Lukashenko announced an attempt to “break Orthodoxy” in Belarus
During the protests in Belarus, they tried to attract churches of different confessions, Lukashenko said. Earlier, the authorities canceled the passport of the head of the Belarusian Catholics – he was indignant that protesters were blocked in the church during the rally
External forces are trying to “break Orthodoxy” in Belarus. This was stated by Belarusian President Alexander Lukashenko at a meeting with the clergy in the Zhirovichi Monastery, BelTA informs.
According to him, now the country is going through turbulent times. Lukashenko recalled that external forces tried to “shake” and “break” Belarus, then they “moved on to a powerful information attack and economic strangulation.”
“One of them (we have seen this recently, and we have recently discussed this topic with our patriarch) is an attempt to break Orthodoxy in Belarus,” he said.
Lukashenko spoke about attempts to involve churches in undermining the situation in the country, and that many Catholic churches succumbed. Moreover, he added, there were “certain vacillations” among the Orthodox, but in the end the Orthodox Church coped with it.
In September last year, about two months after the start of mass protests in Belarus, the director of the Russian Foreign Intelligence Service (SVR) Sergei Naryshkin reported on the attempts of the US authorities to “raise anti-government sentiment” among Belarusian Catholics in order to spur those on protests.
He also warned of possible provocations that are being prepared for a clash between Catholics and Orthodox. Prior to that, the Belarusian authorities declared invalid the passport of the head of the Conference of Catholic Bishops, Metropolitan of Minsk-Mogilev Tadeusz Kondrusiewicz, which deprived him of the right to return to Belarus.
At the end of August, Kondrusevich called the actions of the security forces, who blocked the people in the Red Church in Minsk during the dispersal of the protesters, as a gross violation of the rights of believers and freedom of religion. Later, he admitted that “there is reason to believe that the presidential elections in Belarus were not fair.”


*REQUIREMENT*.
The required output is a verbatim transcription of the listing, pictures excluded.
▼
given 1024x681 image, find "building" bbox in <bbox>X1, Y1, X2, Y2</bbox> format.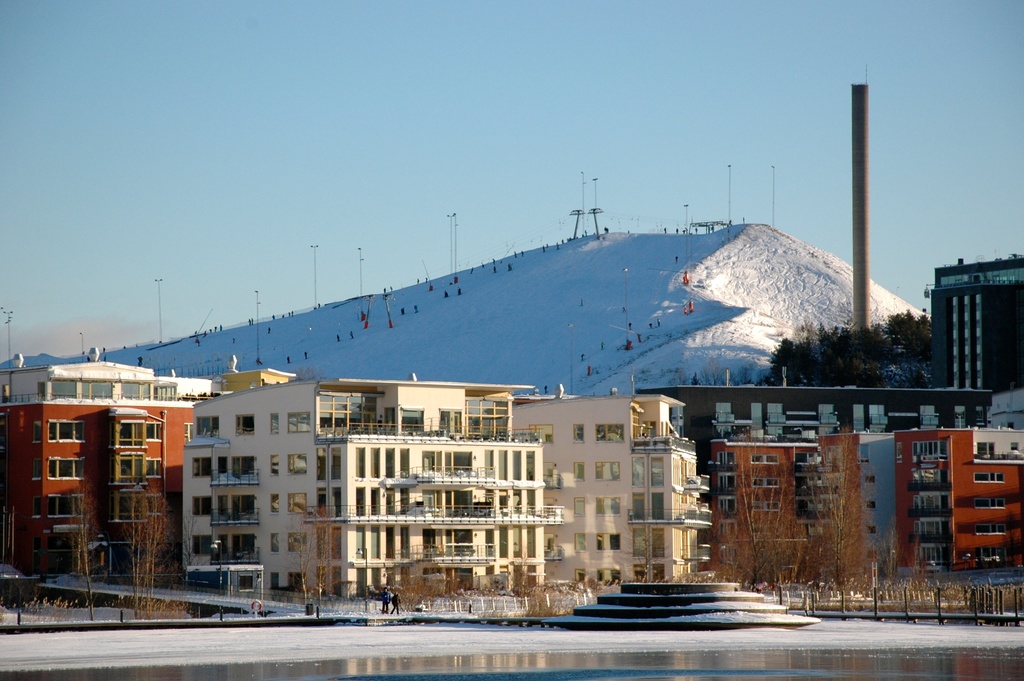
<bbox>213, 357, 297, 396</bbox>.
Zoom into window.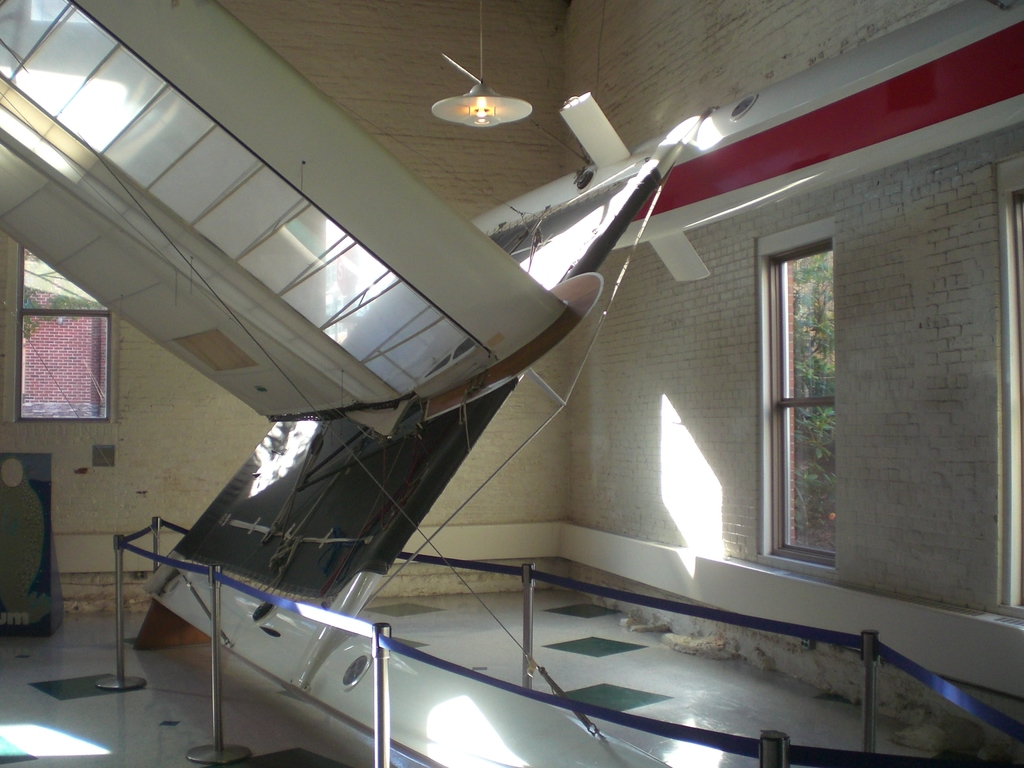
Zoom target: (755,179,859,595).
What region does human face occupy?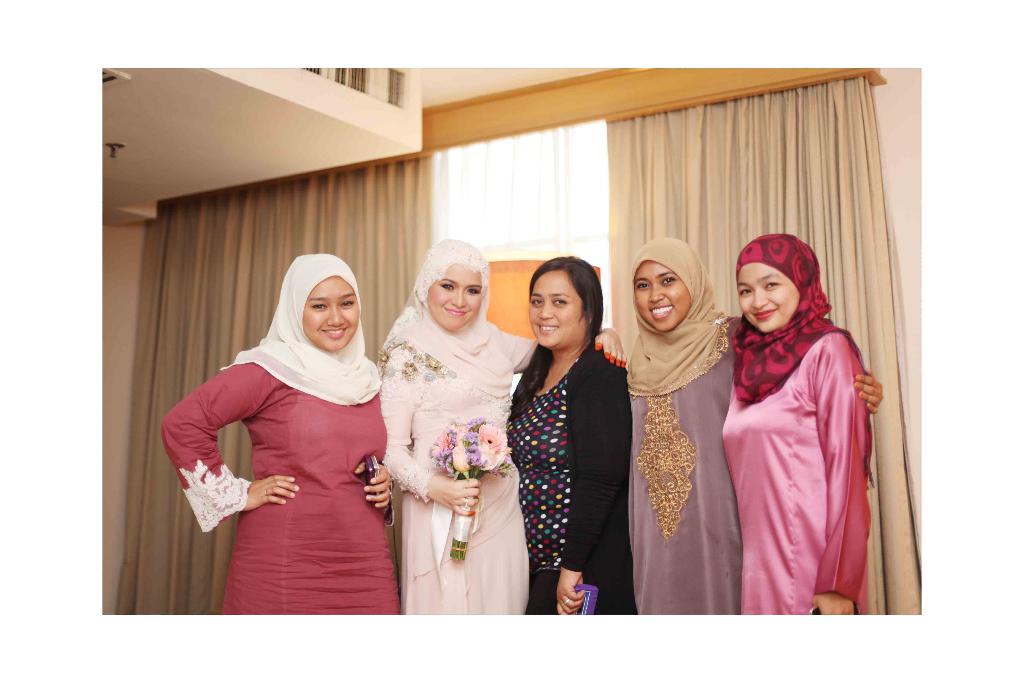
l=422, t=262, r=480, b=331.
▲
*WRITTEN SOLUTION*.
given 1024x681 image, find "building" bbox in <bbox>X1, Y1, X2, Y2</bbox> format.
<bbox>213, 357, 297, 396</bbox>.
Zoom into window.
Zoom target: (755,179,859,595).
What region does human face occupy?
l=422, t=262, r=480, b=331.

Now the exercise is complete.